Recognizing the potential of these plants to signal changes in the environment, the Wisconsin botanist and her colleagues developed regional models based on lichen community composition to assign air-quality scores to forest plots and predict the impact of air pollution on forests. The models show, for example, that areas with dirtier air tend to have fewer species of lichens. The opposite is true for areas with cleaner air.

With these models, Will-Wolf and others used data collected by the U.S. Forest Service to monitor lichen communities and air pollution in New England and the Southeast. By tracking lichen community composition and related air-quality scores, the researchers created regional pictures indicating which forest areas are under the greatest threat from air pollution.
These pictures, notes Will-Wolf, look different between the two regions. Air pollution in the southern states, such as Georgia and Alabama, appears to concentrate in localized areas, whereas the dirtier air in the New England states, including Maine and New York, spreads across larger areas.

The results show, for instance, that while both geographical regions have air-quality scores indicating they are affected by air pollution, nearly one-eighth of the New England area is affected by air quality poorer than any area in the Southeast. Also, pollution sensitive lichens found in both regions are more restricted in their distribution in New England.
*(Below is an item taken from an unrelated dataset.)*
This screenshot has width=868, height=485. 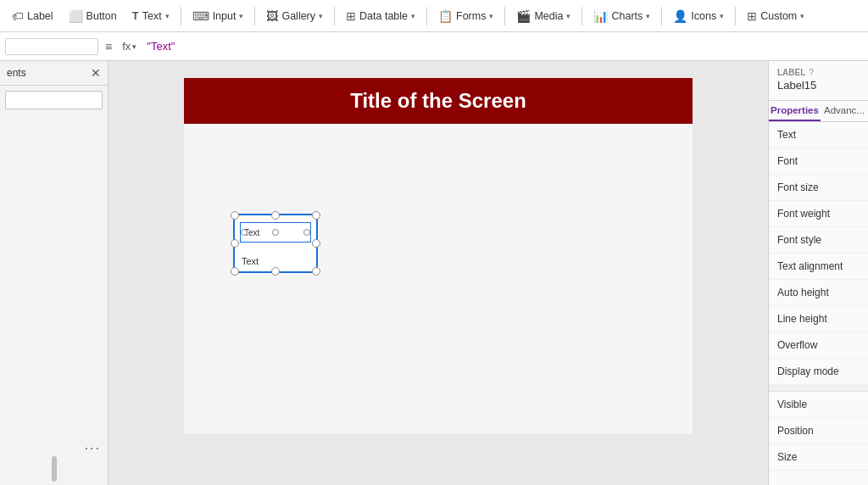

"The effects are scattered in the Southeast, with over a dozen small 20- to 50-mile wide pockets of lower air quality," says Will-Wolf. "In the New England region, the poorest air quality is concentrated in fewer, larger areas. One swath includes the East Coast from Boston to New York City, extending 50 to 100 miles inland." Another swath, she adds, covers the western half of New York.

These results, Will-Wolf explains, suggest that forests in New England, compared to those in the Southeast, are at greater risk from air pollution because the broader impact zones affect much of a particular habitat providing fewer refuges from dirty air.

Will-Wolf says this research, along with the national efforts of the forest-health monitoring program, is part of preventive measures to protect our forests and other natural areas from degradation due to environmental change.

"We know that it can take 30 years before cigarettes impact the body," she says. "It could take just as long for a moderate level of air pollution to show its effects on forests. We should do what we can to lower that chance before it's too late to reverse the effects."

She says that using lichen community composition as an indicator of air pollution not only will identify areas to target for management and prevention, but also provide a tool to track the effectiveness of recent regulations to reduce the amount of toxic chemicals released into the air.